Overview: The film is based on V. Yurezanskyi’s novel The Missing Village about the struggle of Ukrainian Cossacks for their freedom during the reign of Catherine II. Free Cossacks from the village of Turbai in Poltava region, who were included in registers of Myrhorod Pact, suddenly find out that at the order of Catherine II they become the property of the Ukrainian landlord, pan Bazylevskyi. He treats Cossacks like his usual serfs. Cossacks ask the empress for help, but receive no reply. Then, they rebel and set Bazylevskyi’s estate on fire. The owner and his family die during the fire.

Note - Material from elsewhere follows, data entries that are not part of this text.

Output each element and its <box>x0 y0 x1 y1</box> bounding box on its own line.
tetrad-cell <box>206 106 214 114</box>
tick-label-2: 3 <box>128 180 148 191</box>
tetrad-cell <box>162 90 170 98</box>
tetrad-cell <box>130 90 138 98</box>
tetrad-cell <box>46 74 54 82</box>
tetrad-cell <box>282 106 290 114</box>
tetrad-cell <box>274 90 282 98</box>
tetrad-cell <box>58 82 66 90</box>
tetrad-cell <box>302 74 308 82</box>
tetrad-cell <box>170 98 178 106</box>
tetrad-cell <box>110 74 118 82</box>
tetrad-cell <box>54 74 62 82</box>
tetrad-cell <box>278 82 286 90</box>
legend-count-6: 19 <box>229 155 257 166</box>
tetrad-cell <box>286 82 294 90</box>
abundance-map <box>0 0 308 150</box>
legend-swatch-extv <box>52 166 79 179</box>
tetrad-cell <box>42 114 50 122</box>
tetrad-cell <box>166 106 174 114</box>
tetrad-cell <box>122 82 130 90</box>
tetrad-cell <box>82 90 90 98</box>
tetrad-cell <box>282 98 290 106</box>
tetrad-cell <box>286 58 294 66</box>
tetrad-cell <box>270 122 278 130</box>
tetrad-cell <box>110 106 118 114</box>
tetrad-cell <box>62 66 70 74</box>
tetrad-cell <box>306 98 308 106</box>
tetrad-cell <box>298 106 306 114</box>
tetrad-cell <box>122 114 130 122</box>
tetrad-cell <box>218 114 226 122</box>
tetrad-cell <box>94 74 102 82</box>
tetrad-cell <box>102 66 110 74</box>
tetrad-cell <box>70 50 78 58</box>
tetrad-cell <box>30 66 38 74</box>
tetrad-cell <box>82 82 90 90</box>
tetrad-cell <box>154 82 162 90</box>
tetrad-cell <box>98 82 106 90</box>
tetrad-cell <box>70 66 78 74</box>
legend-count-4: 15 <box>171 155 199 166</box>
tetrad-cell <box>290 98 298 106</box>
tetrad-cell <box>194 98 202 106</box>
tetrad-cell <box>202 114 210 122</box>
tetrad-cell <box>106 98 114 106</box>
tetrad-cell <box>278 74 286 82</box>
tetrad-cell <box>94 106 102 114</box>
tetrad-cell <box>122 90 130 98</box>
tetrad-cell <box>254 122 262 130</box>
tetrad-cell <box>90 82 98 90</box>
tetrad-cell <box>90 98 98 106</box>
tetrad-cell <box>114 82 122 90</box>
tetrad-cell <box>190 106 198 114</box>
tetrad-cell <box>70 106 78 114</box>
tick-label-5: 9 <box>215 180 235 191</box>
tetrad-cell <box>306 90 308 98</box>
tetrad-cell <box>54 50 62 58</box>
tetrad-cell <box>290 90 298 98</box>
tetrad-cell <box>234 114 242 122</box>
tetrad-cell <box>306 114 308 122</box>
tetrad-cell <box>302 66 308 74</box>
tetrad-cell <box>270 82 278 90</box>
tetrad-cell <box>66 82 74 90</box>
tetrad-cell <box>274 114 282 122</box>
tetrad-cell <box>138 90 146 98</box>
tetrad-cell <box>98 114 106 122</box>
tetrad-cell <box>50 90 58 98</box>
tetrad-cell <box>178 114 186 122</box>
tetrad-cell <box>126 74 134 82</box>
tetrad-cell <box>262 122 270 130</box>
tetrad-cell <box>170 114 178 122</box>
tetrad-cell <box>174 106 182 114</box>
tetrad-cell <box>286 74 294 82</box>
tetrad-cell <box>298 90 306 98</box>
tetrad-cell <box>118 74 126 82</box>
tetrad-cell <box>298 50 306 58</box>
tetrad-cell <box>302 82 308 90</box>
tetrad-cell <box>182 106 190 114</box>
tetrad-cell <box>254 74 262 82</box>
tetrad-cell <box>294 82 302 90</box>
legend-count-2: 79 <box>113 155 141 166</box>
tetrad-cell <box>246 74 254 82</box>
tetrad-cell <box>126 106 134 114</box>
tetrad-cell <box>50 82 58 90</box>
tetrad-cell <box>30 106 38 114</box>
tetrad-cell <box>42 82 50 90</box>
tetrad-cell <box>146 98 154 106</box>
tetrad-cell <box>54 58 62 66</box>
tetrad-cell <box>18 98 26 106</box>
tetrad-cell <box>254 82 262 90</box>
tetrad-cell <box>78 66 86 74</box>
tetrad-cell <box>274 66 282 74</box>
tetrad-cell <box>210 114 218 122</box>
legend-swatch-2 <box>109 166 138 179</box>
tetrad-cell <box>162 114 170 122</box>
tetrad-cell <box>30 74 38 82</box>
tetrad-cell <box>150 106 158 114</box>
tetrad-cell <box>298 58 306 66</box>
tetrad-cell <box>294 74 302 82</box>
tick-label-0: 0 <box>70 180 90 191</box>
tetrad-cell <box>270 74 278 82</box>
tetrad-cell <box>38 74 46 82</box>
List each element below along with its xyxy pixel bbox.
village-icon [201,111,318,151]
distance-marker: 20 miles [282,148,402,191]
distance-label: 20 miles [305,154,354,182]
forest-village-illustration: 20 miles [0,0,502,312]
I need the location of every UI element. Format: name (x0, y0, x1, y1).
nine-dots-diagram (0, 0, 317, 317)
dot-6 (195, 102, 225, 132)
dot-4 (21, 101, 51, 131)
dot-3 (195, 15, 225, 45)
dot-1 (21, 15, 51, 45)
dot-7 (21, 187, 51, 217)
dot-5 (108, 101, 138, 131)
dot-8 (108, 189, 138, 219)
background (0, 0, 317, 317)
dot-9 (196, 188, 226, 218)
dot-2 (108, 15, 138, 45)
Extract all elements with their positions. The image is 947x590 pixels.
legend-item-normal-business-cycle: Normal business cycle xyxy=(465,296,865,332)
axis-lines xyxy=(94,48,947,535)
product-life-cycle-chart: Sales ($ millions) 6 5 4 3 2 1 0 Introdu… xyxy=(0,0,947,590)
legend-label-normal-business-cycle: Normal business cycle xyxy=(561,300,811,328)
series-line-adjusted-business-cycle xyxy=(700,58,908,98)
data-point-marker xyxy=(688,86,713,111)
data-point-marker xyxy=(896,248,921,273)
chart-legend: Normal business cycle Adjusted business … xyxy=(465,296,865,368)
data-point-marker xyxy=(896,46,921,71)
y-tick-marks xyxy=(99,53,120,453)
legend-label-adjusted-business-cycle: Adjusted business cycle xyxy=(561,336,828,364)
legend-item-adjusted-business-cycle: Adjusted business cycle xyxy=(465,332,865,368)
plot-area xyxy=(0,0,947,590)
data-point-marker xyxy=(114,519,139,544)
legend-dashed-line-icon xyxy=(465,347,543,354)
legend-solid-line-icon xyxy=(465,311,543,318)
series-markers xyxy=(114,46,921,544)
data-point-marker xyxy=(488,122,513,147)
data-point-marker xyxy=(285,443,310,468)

The vengeance of the Russian empress is terrible, as dozens of Cossacks are beaten to death, and the village of Turbai is doomed to destruction. The film is lost.
Overview: The year 1929. A “shock worker” from a tractor plant visits a film studio premises and is furious to see fake stage designs for a kitsch production about a Soviet life. He refuses to help the crew with his tractor, but is happy to ask one of the cameramen to go with him to visit an actual Soviet village. There they witness the birth of the kolkhoz and the dekulakization of wealthy villagers. Then they are transported to the future, to the year 1932, when the first five-year plan is done and the commune-sovkhoz is established. Movies can move faster than time, but the pace of change in Soviet society is even faster than that.
In the movie, the entrance gate of the Odesa film factory, where all of the indoors scenes were shot, can be seen. The outdoors scenes were filmed all over Eastern Ukraine and Southern Russia (Kuban): at Kharkiv factories, in Ukrainian villages and in the 240 ha-sovkhoz “Gigant” in Rostov region, the latter representing the future after the five-year plan.